View Single Post
  #2989  
Old Posted Feb 28, 2011, 6:34 AM
KevinW KevinW is offline
Registered User
 
Join Date: Oct 2010
Posts: 169
LA 4D Model

Scott, loved the story about your mom. I've seen so many pictures of that beautiful building and to think your mom worked in it before and after its redesign from Spanish Renaissance/Moorish Revival to the Moderne style it had until torn down in 1985. At least laws have now been changed to prevent tearing a place down until you have full funding for the building to replace it. And that's mainly from the loss of the Philharmonic Auditorium.

Everyone else- I've brought this up before and will continue to do so until someone with money or connections gets on board. It is my intention to build a 3 dimensional computer map of Los Angeles with the added feature of having a time slider. Basically, what I want to do is take every picture on this forum and build the building in the pictures in a 3D program on an accurate topographical map of L.A. and time stamp them. What I want to end up with is a 3D world like we're going to see in L.A. Noire but you can go anywhere and slide to any time.

For instance, here is a view of the Biltmore with the LA Public Library Visible behind it:



On my 3D map, from here, you pull the time slider back to 1885 and you get this. It's the exact same view but 60 years earlier:



Where the Biltmore now stands, St. Paul's Episcopal church used to stand. Where the Public Library now is up on 5th street used to stand the Normal School.

Push the slider back up to 1939 and the Church and Normal school disappear and the Biltmore and Pershing Square with it's beautiful fountain and trees show up:



Then push it even further to 1960 and the trees are gone (to Disneyland), replaced by an entirely open area:



(Not to mention the fact that the harbor freeway now runs behind the hill behind the Biltmore)

push it back to 1904 and the trees and church and normal school are back. Not to mention the area that will eventually be torn down to build the freeway:



Slide it back to the 70's and there's the freeway, not to mention a few high rises like Wilshire One, the Union Bank tower, and the huge building behind Pacific Mutual Life:



To think in a few years an even bigger building will rise across from the library.

Anyway, that's what I want to do. Make a 3D model of every building ever built in L.A. and put it on this map. And I don't want to stop there. I want to put in the vegetation, the traffic, the weather and the people. This is a decades long project but it's the best way I can think of preserving what's been lost in this city. Anyone have any leads or ideas?

I'd love whatever input you can give.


§ Work item
Print all of the data exactly, but drop the pictures.

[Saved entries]
══════════

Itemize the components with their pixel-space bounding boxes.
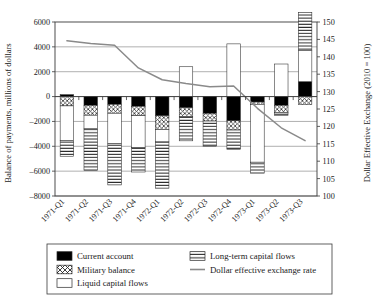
bar-segment-solid-black [108, 97, 122, 105]
bar-stack [60, 95, 73, 157]
legend-swatch-diagonal-crosshatch [57, 265, 72, 274]
y-tick-label: –4000 [29, 142, 50, 151]
y2-tick-label: 100 [323, 192, 335, 201]
legend-item: Liquid capital flows [57, 278, 148, 288]
y2-tick-label: 110 [323, 157, 335, 166]
x-tick-label: 1971-Q4 [111, 197, 138, 224]
chart-legend: Current accountLong-term capital flowsMi… [47, 244, 332, 294]
x-tick-label: 1971-Q1 [39, 197, 66, 224]
legend-label: Current account [77, 251, 134, 261]
bar-segment-diagonal-crosshatch [203, 113, 217, 121]
legend-label: Military balance [77, 265, 135, 275]
bar-segment-horizontal-lines [108, 144, 122, 185]
bar-segment-horizontal-lines [60, 140, 73, 156]
bar-segment-horizontal-lines [298, 13, 312, 51]
y-axis-right-ticks: 100105110115120125130135140145150 [317, 18, 335, 201]
legend-swatch-horizontal-lines [190, 252, 205, 261]
x-tick-label: 1973-Q3 [278, 197, 305, 224]
bar-segment-diagonal-crosshatch [179, 108, 193, 117]
balance-of-payments-chart: –8000–6000–4000–20000200040006000 100105… [0, 0, 379, 305]
bar-stack [203, 97, 217, 147]
y-tick-label: –2000 [29, 117, 50, 126]
bar-segment-diagonal-crosshatch [275, 105, 289, 112]
bar-series-group [60, 13, 312, 189]
x-tick-label: 1971-Q3 [87, 197, 114, 224]
legend-item: Military balance [57, 265, 135, 275]
legend-item: Current account [57, 251, 134, 261]
bar-segment-blank-white [132, 116, 146, 148]
bar-segment-solid-black [275, 97, 289, 106]
legend-label: Liquid capital flows [77, 278, 148, 288]
bar-segment-blank-white [108, 113, 122, 143]
bar-stack [298, 13, 312, 105]
bar-segment-solid-black [251, 97, 264, 102]
bar-segment-horizontal-lines [203, 121, 217, 146]
bar-segment-blank-white [84, 115, 98, 129]
bar-stack [179, 67, 193, 141]
bar-segment-solid-black [132, 97, 146, 107]
y-axis-left-title: Balance of payments, millions of dollars [3, 43, 13, 183]
bar-segment-diagonal-crosshatch [132, 106, 146, 115]
x-tick-label: 1972-Q4 [206, 197, 233, 224]
bar-segment-horizontal-lines [251, 162, 264, 173]
bar-segment-horizontal-lines [275, 112, 289, 115]
y-axis-left-ticks: –8000–6000–4000–20000200040006000 [29, 18, 55, 201]
y-tick-label: 6000 [34, 18, 50, 27]
bar-segment-blank-white [298, 51, 312, 82]
bar-segment-diagonal-crosshatch [84, 105, 98, 115]
bar-segment-horizontal-lines [132, 147, 146, 172]
bar-segment-solid-black [203, 97, 217, 114]
y-axis-right-title: Dollar Effective Exchange (2010 = 100) [362, 44, 372, 183]
y2-tick-label: 125 [323, 105, 335, 114]
legend-swatch-solid-black [57, 252, 72, 261]
bar-segment-diagonal-crosshatch [60, 97, 73, 106]
legend-label: Long-term capital flows [210, 251, 296, 261]
y2-tick-label: 145 [323, 35, 335, 44]
bar-segment-blank-white [275, 64, 289, 97]
y2-tick-label: 115 [323, 140, 335, 149]
bar-segment-solid-black [84, 97, 98, 106]
bar-stack [84, 97, 98, 171]
bar-stack [155, 97, 169, 189]
bar-segment-solid-black [227, 97, 241, 121]
bar-segment-solid-black [155, 97, 169, 116]
bar-segment-horizontal-lines [84, 129, 98, 170]
y-tick-label: –8000 [29, 192, 50, 201]
bar-stack [275, 64, 289, 115]
y2-tick-label: 135 [323, 70, 335, 79]
x-tick-label: 1973-Q1 [230, 197, 257, 224]
bar-segment-blank-white [179, 67, 193, 97]
x-tick-label: 1972-Q2 [158, 197, 185, 224]
y2-tick-label: 120 [323, 122, 335, 131]
x-tick-label: 1972-Q3 [182, 197, 209, 224]
x-axis-ticks: 1971-Q11971-Q21971-Q31971-Q41972-Q11972-… [39, 97, 317, 224]
bar-segment-diagonal-crosshatch [227, 121, 241, 130]
y-tick-label: 2000 [34, 68, 50, 77]
chart-figure: –8000–6000–4000–20000200040006000 100105… [0, 0, 379, 305]
x-tick-label: 1972-Q1 [135, 197, 162, 224]
bar-segment-horizontal-lines [155, 142, 169, 188]
y2-tick-label: 150 [323, 18, 335, 27]
y2-tick-label: 105 [323, 175, 335, 184]
y-tick-label: 4000 [34, 43, 50, 52]
bar-segment-solid-black [298, 82, 312, 97]
x-tick-label: 1971-Q2 [63, 197, 90, 224]
bar-stack [132, 97, 146, 172]
bar-segment-diagonal-crosshatch [155, 116, 169, 130]
bar-segment-blank-white [155, 130, 169, 142]
x-tick-label: 1973-Q2 [254, 197, 281, 224]
legend-swatch-blank-white [57, 279, 72, 288]
bar-segment-solid-black [179, 97, 193, 108]
bar-stack [108, 97, 122, 185]
y2-tick-label: 130 [323, 88, 335, 97]
y-tick-label: –6000 [29, 167, 50, 176]
legend-label: Dollar effective exchange rate [210, 265, 316, 275]
bar-segment-blank-white [60, 106, 73, 141]
bar-segment-diagonal-crosshatch [298, 97, 312, 105]
bar-segment-horizontal-lines [179, 116, 193, 140]
bar-segment-horizontal-lines [227, 130, 241, 149]
bar-segment-diagonal-crosshatch [108, 104, 122, 113]
bar-segment-blank-white [227, 44, 241, 97]
y2-tick-label: 140 [323, 53, 335, 62]
y-tick-label: 0 [46, 92, 50, 101]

══════════

§ Completed task
Itemize the components with their pixel-space bounding boxes.
bar-segment-solid-black [108, 97, 122, 105]
bar-stack [60, 95, 73, 157]
legend-swatch-diagonal-crosshatch [57, 265, 72, 274]
y-tick-label: –4000 [29, 142, 50, 151]
y2-tick-label: 100 [323, 192, 335, 201]
legend-item: Liquid capital flows [57, 278, 148, 288]
y2-tick-label: 110 [323, 157, 335, 166]
x-tick-label: 1971-Q4 [111, 197, 138, 224]
chart-legend: Current accountLong-term capital flowsMi… [47, 244, 332, 294]
x-tick-label: 1971-Q1 [39, 197, 66, 224]
legend-label: Current account [77, 251, 134, 261]
bar-segment-diagonal-crosshatch [203, 113, 217, 121]
legend-label: Military balance [77, 265, 135, 275]
bar-segment-horizontal-lines [108, 144, 122, 185]
bar-segment-horizontal-lines [60, 140, 73, 156]
bar-segment-horizontal-lines [298, 13, 312, 51]
y-axis-right-ticks: 100105110115120125130135140145150 [317, 18, 335, 201]
legend-swatch-horizontal-lines [190, 252, 205, 261]
x-tick-label: 1973-Q3 [278, 197, 305, 224]
bar-segment-diagonal-crosshatch [179, 108, 193, 117]
balance-of-payments-chart: –8000–6000–4000–20000200040006000 100105… [0, 0, 379, 305]
bar-stack [203, 97, 217, 147]
y-tick-label: –2000 [29, 117, 50, 126]
bar-segment-diagonal-crosshatch [275, 105, 289, 112]
bar-series-group [60, 13, 312, 189]
x-tick-label: 1971-Q3 [87, 197, 114, 224]
legend-item: Military balance [57, 265, 135, 275]
legend-item: Current account [57, 251, 134, 261]
bar-segment-blank-white [132, 116, 146, 148]
bar-segment-solid-black [275, 97, 289, 106]
legend-label: Liquid capital flows [77, 278, 148, 288]
bar-segment-blank-white [108, 113, 122, 143]
bar-stack [298, 13, 312, 105]
bar-segment-solid-black [251, 97, 264, 102]
bar-segment-horizontal-lines [203, 121, 217, 146]
bar-segment-blank-white [84, 115, 98, 129]
bar-stack [179, 67, 193, 141]
bar-segment-solid-black [132, 97, 146, 107]
y-axis-left-title: Balance of payments, millions of dollars [3, 43, 13, 183]
bar-segment-diagonal-crosshatch [132, 106, 146, 115]
x-tick-label: 1972-Q4 [206, 197, 233, 224]
bar-segment-horizontal-lines [251, 162, 264, 173]
bar-segment-horizontal-lines [275, 112, 289, 115]
y-axis-left-ticks: –8000–6000–4000–20000200040006000 [29, 18, 55, 201]
y-tick-label: 6000 [34, 18, 50, 27]
bar-segment-blank-white [298, 51, 312, 82]
bar-segment-diagonal-crosshatch [84, 105, 98, 115]
bar-segment-horizontal-lines [132, 147, 146, 172]
bar-segment-solid-black [203, 97, 217, 114]
y-axis-right-title: Dollar Effective Exchange (2010 = 100) [362, 44, 372, 183]
y2-tick-label: 125 [323, 105, 335, 114]
legend-swatch-solid-black [57, 252, 72, 261]
bar-segment-diagonal-crosshatch [60, 97, 73, 106]
legend-label: Long-term capital flows [210, 251, 296, 261]
y2-tick-label: 145 [323, 35, 335, 44]
bar-segment-blank-white [275, 64, 289, 97]
y2-tick-label: 115 [323, 140, 335, 149]
bar-segment-solid-black [84, 97, 98, 106]
bar-stack [84, 97, 98, 171]
bar-stack [155, 97, 169, 189]
bar-segment-solid-black [227, 97, 241, 121]
bar-segment-solid-black [155, 97, 169, 116]
bar-segment-horizontal-lines [84, 129, 98, 170]
y-tick-label: –8000 [29, 192, 50, 201]
bar-stack [275, 64, 289, 115]
y2-tick-label: 135 [323, 70, 335, 79]
x-tick-label: 1973-Q1 [230, 197, 257, 224]
bar-segment-blank-white [179, 67, 193, 97]
x-tick-label: 1972-Q2 [158, 197, 185, 224]
y2-tick-label: 120 [323, 122, 335, 131]
x-tick-label: 1972-Q3 [182, 197, 209, 224]
x-axis-ticks: 1971-Q11971-Q21971-Q31971-Q41972-Q11972-… [39, 97, 317, 224]
bar-segment-diagonal-crosshatch [227, 121, 241, 130]
y-tick-label: 2000 [34, 68, 50, 77]
chart-figure: –8000–6000–4000–20000200040006000 100105… [0, 0, 379, 305]
x-tick-label: 1972-Q1 [135, 197, 162, 224]
bar-segment-horizontal-lines [155, 142, 169, 188]
y2-tick-label: 150 [323, 18, 335, 27]
y2-tick-label: 105 [323, 175, 335, 184]
y-tick-label: 4000 [34, 43, 50, 52]
bar-segment-solid-black [298, 82, 312, 97]
x-tick-label: 1971-Q2 [63, 197, 90, 224]
bar-stack [132, 97, 146, 172]
bar-segment-diagonal-crosshatch [155, 116, 169, 130]
bar-segment-blank-white [155, 130, 169, 142]
x-tick-label: 1973-Q2 [254, 197, 281, 224]
legend-swatch-blank-white [57, 279, 72, 288]
bar-segment-solid-black [179, 97, 193, 108]
bar-stack [108, 97, 122, 185]
y2-tick-label: 130 [323, 88, 335, 97]
y-tick-label: –6000 [29, 167, 50, 176]
legend-label: Dollar effective exchange rate [210, 265, 316, 275]
bar-segment-blank-white [60, 106, 73, 141]
bar-segment-diagonal-crosshatch [298, 97, 312, 105]
bar-segment-horizontal-lines [179, 116, 193, 140]
bar-segment-horizontal-lines [227, 130, 241, 149]
bar-segment-diagonal-crosshatch [108, 104, 122, 113]
bar-segment-blank-white [227, 44, 241, 97]
y2-tick-label: 140 [323, 53, 335, 62]
y-tick-label: 0 [46, 92, 50, 101]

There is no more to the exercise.